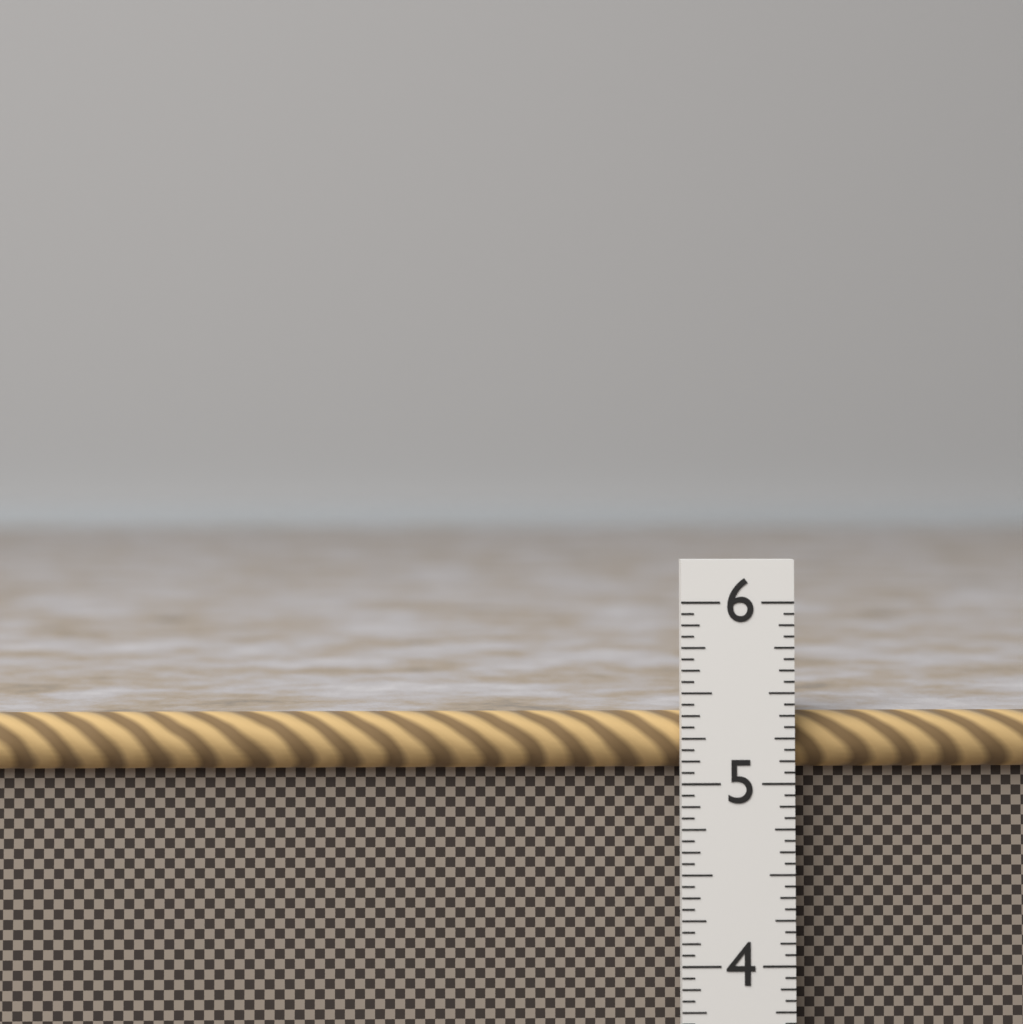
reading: 5.3750 in
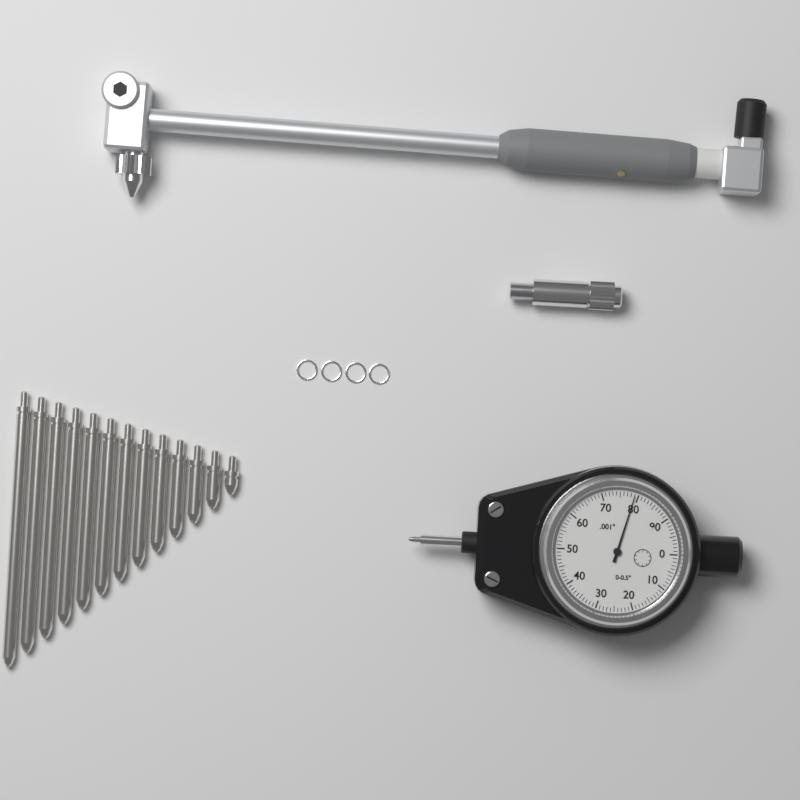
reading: 0.079 in
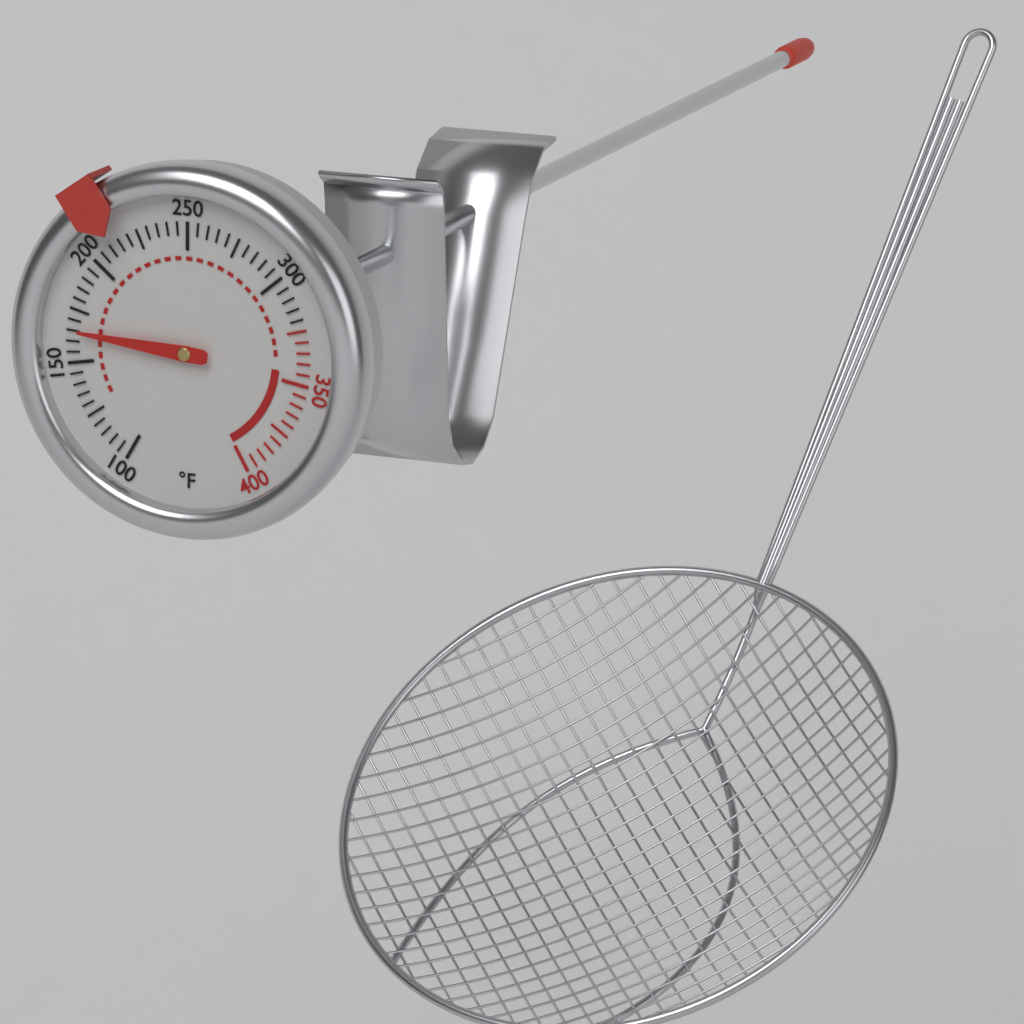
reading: 165 °F
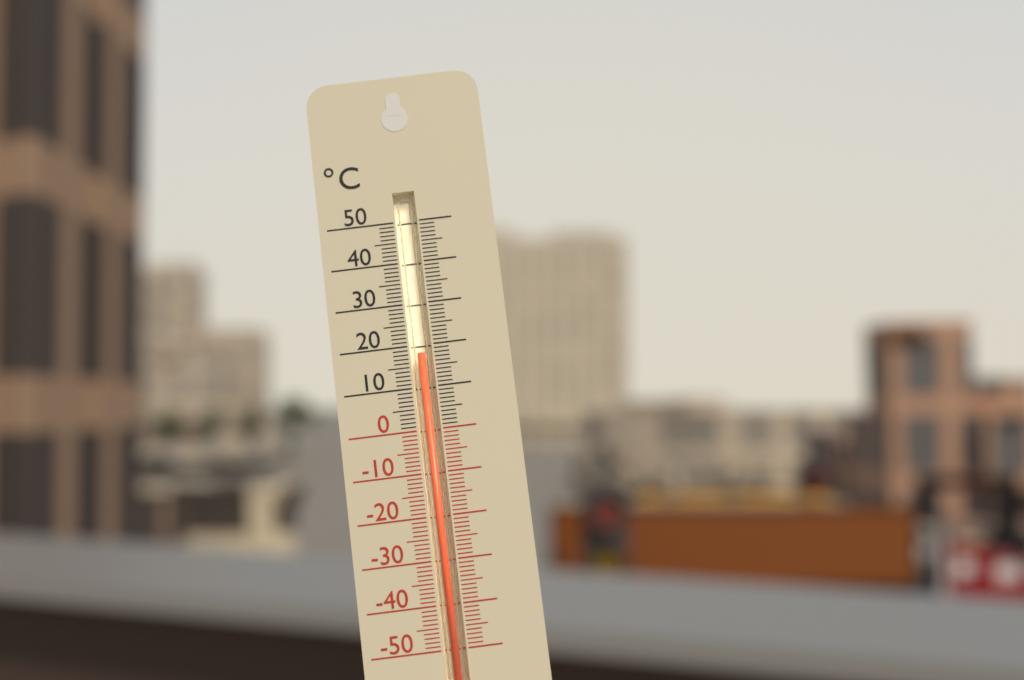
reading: 18 °C
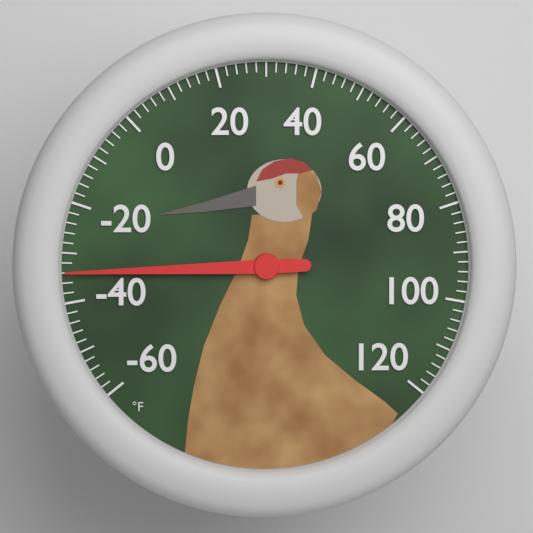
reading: -34 °F
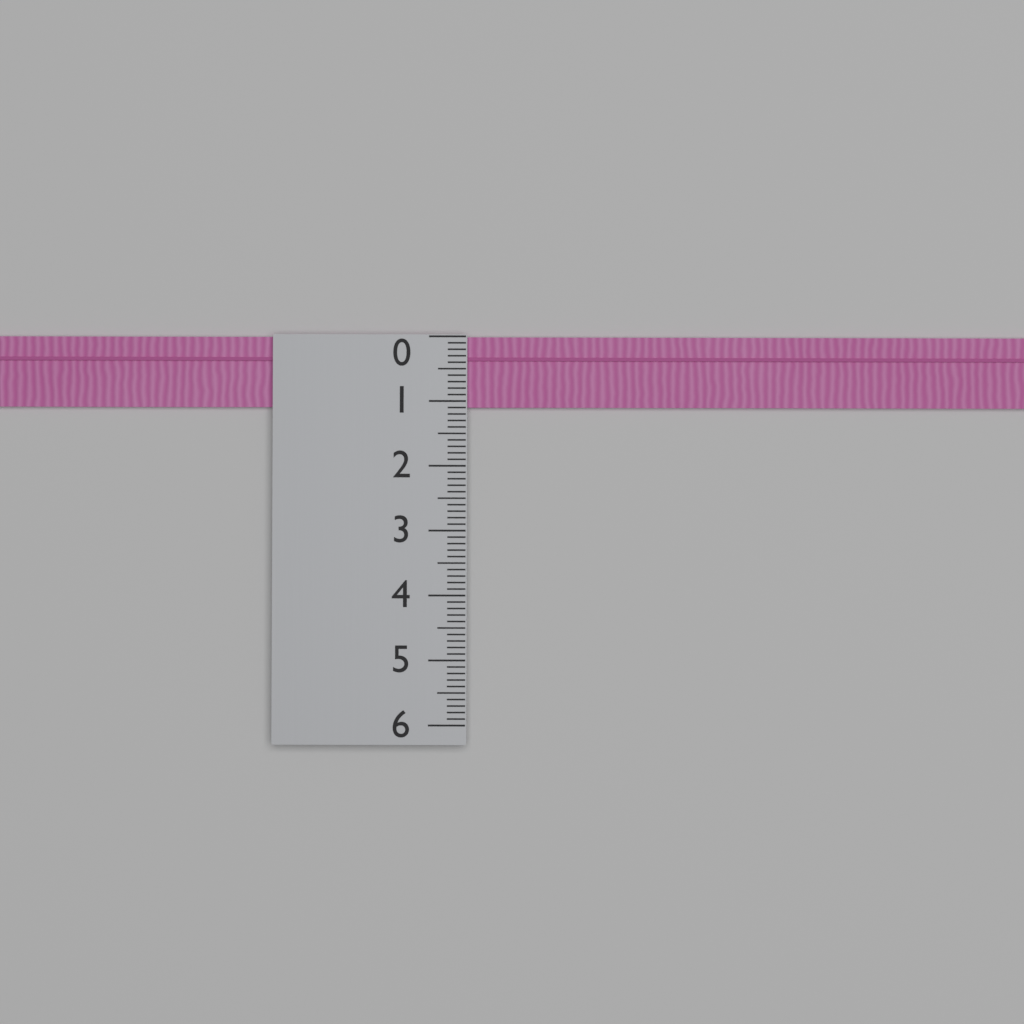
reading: 1.1 (no unit)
===
Retype everything in the entries exactly except the pictures.

● **Problem solution**:
reading: 5.3750 in
reading: 0.079 in
reading: 165 °F
reading: 18 °C
reading: -34 °F
reading: 1.1 (no unit)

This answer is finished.